This time around, Abner Peabody, proud owner of the Jot 'Em Down general store in Pine Ridge, Arkansas, inherits railroad stock from his Uncle Ernest. Because of this, he becomes the sole owner of the C&O Railroad. He assumes that it is the Chicago and Ohio Railroad. His general store partner, Lum Edwards, quickly involves himself in the business by appointing himself president. Lum comes up with the idea of selling some of the stock to the town's inhabitants, thus getting money to buy the land on which the railway is built and its surroundings.
Henry Pepper (Brian Aherne), top writer for Knickerbocker magazine, is assigned to write a profile on Carol Ainsley (Rosalind Russell), who has been named the outstanding career woman of the year. Carol, a super agent and star-maker, has just scooped her competition by selling the movie rights to the romance novel Whirlwind and is spending a fortune to find the perfect actor to play the male lead. When Carol learns that the book's author, Anthony Street, may be the man to play his own hero, she searches him out and discovers that he is actually Professor Michael Cobb (Willard Parker) of Buxton College.
A live-action host (Robert Emmett O'Connor) opens with a disclaimer about the nature of the cartoon, namely, that the short is meant to "prove beyond the shadow of a doubt that crime does not pay."
Norwegian millionaire Ostgaard (S.Z. Sakall) and his niece Nora (Sonja Henie) believe they will be staying at a posh resort in Canada, but it turns out owner Skip Hutton (Jack Oakie) and partner Freddy Austin (Cornel Wilde) are in debt and barely holding off foreclosure.
Josephine Evans (Mary Astor) and Professor Michael Kingsley (Herbert Marshall) are in a romantic relationship, something not approved of by Evan's two children. They try to disrupt the relationship with salacious incidents taken from their mother's fiction books, presenting them as true things their mother has done, hoping Kingsley would be displeased.
Donald, an Army private, is on an all-day march with his unit. He keeps up his enthusiasm for the first few miles and starts to mark them off on the pack of the soldier in front of him, but fatigue and unforgiving weather conditions - first rain, then snow, then heat - soon take their toll on him. By the time the unit commander calls a halt for the day, the tally marks cover not only the soldier's pack, but the backs of his arms, legs, and helmet as well.
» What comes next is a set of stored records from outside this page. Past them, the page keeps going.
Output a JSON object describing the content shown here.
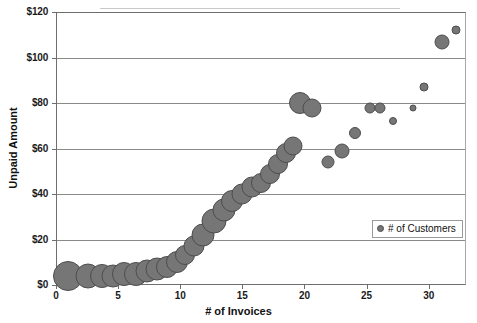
{
  "chart_data": {
    "type": "scatter",
    "title": "",
    "xlabel": "# of Invoices",
    "ylabel": "Unpaid Amount",
    "xlim": [
      0,
      33
    ],
    "ylim": [
      0,
      120
    ],
    "xticks": [
      0,
      5,
      10,
      15,
      20,
      25,
      30
    ],
    "xtick_labels": [
      "0",
      "5",
      "10",
      "15",
      "20",
      "25",
      "30"
    ],
    "yticks": [
      0,
      20,
      40,
      60,
      80,
      100,
      120
    ],
    "ytick_labels": [
      "$0",
      "$20",
      "$40",
      "$60",
      "$80",
      "$100",
      "$120"
    ],
    "grid": "horizontal",
    "legend_position": "inside-right",
    "series": [
      {
        "name": "# of Customers",
        "marker_color": "#767676",
        "marker_edge_color": "#4d4d4d",
        "points": [
          {
            "x": 1.0,
            "y": 4,
            "size": 30
          },
          {
            "x": 2.6,
            "y": 4,
            "size": 25
          },
          {
            "x": 3.7,
            "y": 4,
            "size": 24
          },
          {
            "x": 4.6,
            "y": 4,
            "size": 23
          },
          {
            "x": 5.5,
            "y": 5,
            "size": 24
          },
          {
            "x": 6.4,
            "y": 5,
            "size": 24
          },
          {
            "x": 7.3,
            "y": 6,
            "size": 23
          },
          {
            "x": 8.1,
            "y": 7,
            "size": 23
          },
          {
            "x": 8.9,
            "y": 8,
            "size": 22
          },
          {
            "x": 9.7,
            "y": 10,
            "size": 22
          },
          {
            "x": 10.4,
            "y": 13,
            "size": 20
          },
          {
            "x": 11.1,
            "y": 17,
            "size": 21
          },
          {
            "x": 11.8,
            "y": 22,
            "size": 23
          },
          {
            "x": 12.7,
            "y": 28,
            "size": 25
          },
          {
            "x": 13.5,
            "y": 33,
            "size": 23
          },
          {
            "x": 14.2,
            "y": 37,
            "size": 22
          },
          {
            "x": 15.0,
            "y": 40,
            "size": 21
          },
          {
            "x": 15.8,
            "y": 43,
            "size": 21
          },
          {
            "x": 16.5,
            "y": 45,
            "size": 20
          },
          {
            "x": 17.2,
            "y": 49,
            "size": 20
          },
          {
            "x": 17.9,
            "y": 53,
            "size": 20
          },
          {
            "x": 18.5,
            "y": 58,
            "size": 20
          },
          {
            "x": 19.1,
            "y": 61,
            "size": 19
          },
          {
            "x": 19.6,
            "y": 80,
            "size": 22
          },
          {
            "x": 20.6,
            "y": 78,
            "size": 19
          },
          {
            "x": 21.9,
            "y": 54,
            "size": 13
          },
          {
            "x": 23.0,
            "y": 59,
            "size": 15
          },
          {
            "x": 24.1,
            "y": 67,
            "size": 12
          },
          {
            "x": 25.3,
            "y": 78,
            "size": 11
          },
          {
            "x": 26.1,
            "y": 78,
            "size": 11
          },
          {
            "x": 27.1,
            "y": 72,
            "size": 8
          },
          {
            "x": 28.7,
            "y": 78,
            "size": 7
          },
          {
            "x": 29.6,
            "y": 87,
            "size": 9
          },
          {
            "x": 31.1,
            "y": 107,
            "size": 15
          },
          {
            "x": 32.2,
            "y": 112,
            "size": 9
          }
        ]
      }
    ]
  },
  "legend": {
    "label": "# of Customers"
  }
}
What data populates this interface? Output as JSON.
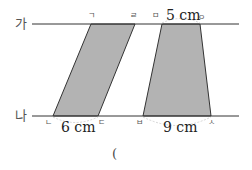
{
  "diagram": {
    "lines": {
      "top_label": "가",
      "bottom_label": "나"
    },
    "parallelogram": {
      "vertices": [
        "ㄱ",
        "ㄹ",
        "ㄷ",
        "ㄴ"
      ],
      "base_label": "6 cm"
    },
    "trapezoid": {
      "vertices": [
        "ㅁ",
        "ㅇ",
        "ㅅ",
        "ㅂ"
      ],
      "top_label": "5 cm",
      "base_label": "9 cm"
    },
    "answer_paren": "("
  },
  "colors": {
    "fill": "#b3b3b3",
    "line": "#333333"
  }
}
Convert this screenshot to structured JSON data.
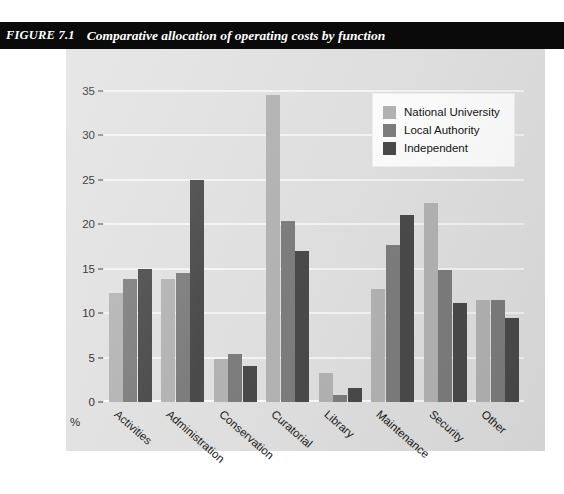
{
  "caption": {
    "figure_number": "FIGURE 7.1",
    "title": "Comparative allocation of operating costs by function"
  },
  "legend": {
    "position": "inside-top-right",
    "entries": [
      {
        "label": "National University",
        "color": "#b3b3b3"
      },
      {
        "label": "Local Authority",
        "color": "#7d7d7d"
      },
      {
        "label": "Independent",
        "color": "#4a4a4a"
      }
    ]
  },
  "axes": {
    "y_unit_label": "%",
    "y_ticks": [
      "0",
      "5",
      "10",
      "15",
      "20",
      "25",
      "30",
      "35"
    ]
  },
  "chart_data": {
    "type": "bar",
    "title": "Comparative allocation of operating costs by function",
    "xlabel": "",
    "ylabel": "%",
    "ylim": [
      0,
      35
    ],
    "yticks": [
      0,
      5,
      10,
      15,
      20,
      25,
      30,
      35
    ],
    "grid": true,
    "legend_position": "inside-top-right",
    "grouping": "grouped",
    "categories": [
      "Activities",
      "Administration",
      "Conservation",
      "Curatorial",
      "Library",
      "Maintenance",
      "Security",
      "Other"
    ],
    "series": [
      {
        "name": "National University",
        "color": "#b3b3b3",
        "values": [
          12.3,
          13.8,
          4.8,
          34.5,
          3.3,
          12.7,
          22.4,
          11.5
        ]
      },
      {
        "name": "Local Authority",
        "color": "#7d7d7d",
        "values": [
          13.9,
          14.5,
          5.4,
          20.4,
          0.8,
          17.7,
          14.9,
          11.5
        ]
      },
      {
        "name": "Independent",
        "color": "#4a4a4a",
        "values": [
          15.0,
          25.0,
          4.1,
          17.0,
          1.6,
          21.0,
          11.1,
          9.4
        ]
      }
    ]
  }
}
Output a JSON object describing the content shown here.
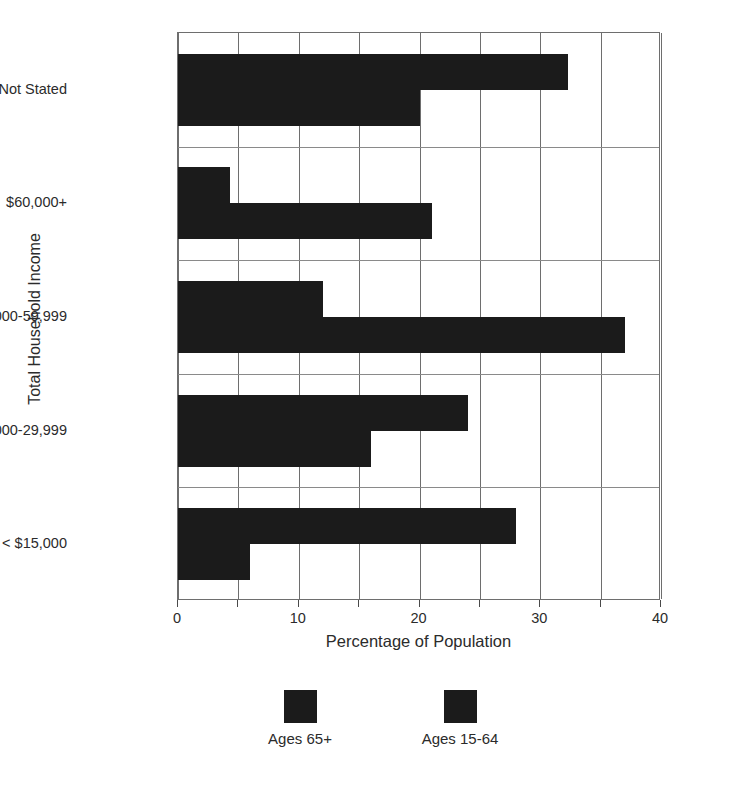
{
  "chart_data": {
    "type": "bar",
    "orientation": "horizontal",
    "title": "",
    "xlabel": "Percentage of Population",
    "ylabel": "Total Household Income",
    "categories": [
      "< $15,000",
      "$15,000-29,999",
      "$30,000-59,999",
      "$60,000+",
      "Not Stated"
    ],
    "series": [
      {
        "name": "Ages 65+",
        "values": [
          28,
          24,
          12,
          4.3,
          32.3
        ]
      },
      {
        "name": "Ages 15-64",
        "values": [
          6,
          16,
          37,
          21,
          20
        ]
      }
    ],
    "xlim": [
      0,
      40
    ],
    "xticks": [
      0,
      5,
      10,
      15,
      20,
      25,
      30,
      35,
      40
    ],
    "xtick_labels": [
      "0",
      "",
      "10",
      "",
      "20",
      "",
      "30",
      "",
      "40"
    ],
    "grid": true,
    "legend_position": "bottom",
    "bar_color": "#1b1b1b",
    "grid_color": "#6e6e6e",
    "axis_color": "#6e6e6e",
    "text_color": "#2b2b2b"
  },
  "legend": {
    "entries": [
      {
        "label": "Ages 65+"
      },
      {
        "label": "Ages 15-64"
      }
    ]
  }
}
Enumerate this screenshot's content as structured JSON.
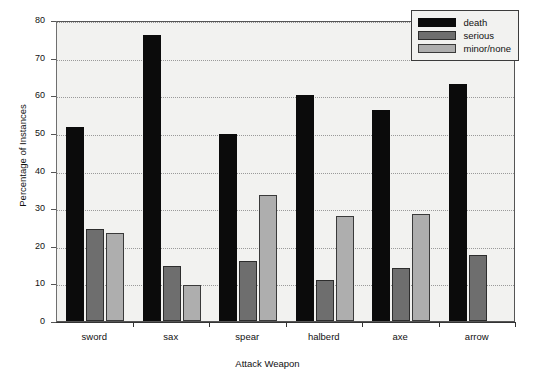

An exhausted and famished Donald quickly dumps out a mountain of gear from his pack, but he is not allowed to eat until he has set up his tent. It takes him only seconds to do this, but the tent soon collapses and he ends up struggling long into the night to set it up again. He dumps a bucket of water over the sagging canvas, causing it to shrink and rip in half.
Meadows, le majordome, quitte après avoir été tourmenté par le chat de la famille gâté, qui trouve qu'il est incapable de survivre seul, surtout après avoir rencontré les souris Hubie et Bertie.
« Hora », déesse des heures, apparaît tour à tour dans une suite de sketches : à un explorateur perdu dans le désert, à Léon, un petit bourgeois, qui cherche à s'évader de sa médiocrité, ensuite à une maman frivole qui délaisse son petit garçon, encore à un impénitent noceur, puis à un brave homme qui n'a plus un sou pour payer son restaurant, à un jeune sportif, à une vedette lasse de l'égoïsme de son public, à un condamné à mort enfin pour lequel elle arrive à fléchir le jugement dernier.
Hélène Mareuil est une femme d'affaires, elle dirige avec fermeté et compétence une usine de parfums de luxe dans le sud de la France. Un jour, par accident, elle renverse avec son automobile Claude Dubois, un artiste peintre qui circulait à vélo. Dubois tente de séduire la jeune femme dont la fantaisie n'est pas le fort ; pour parvenir à ses fins, il devra multiplier les ruses et les stratagèmes les plus subtils.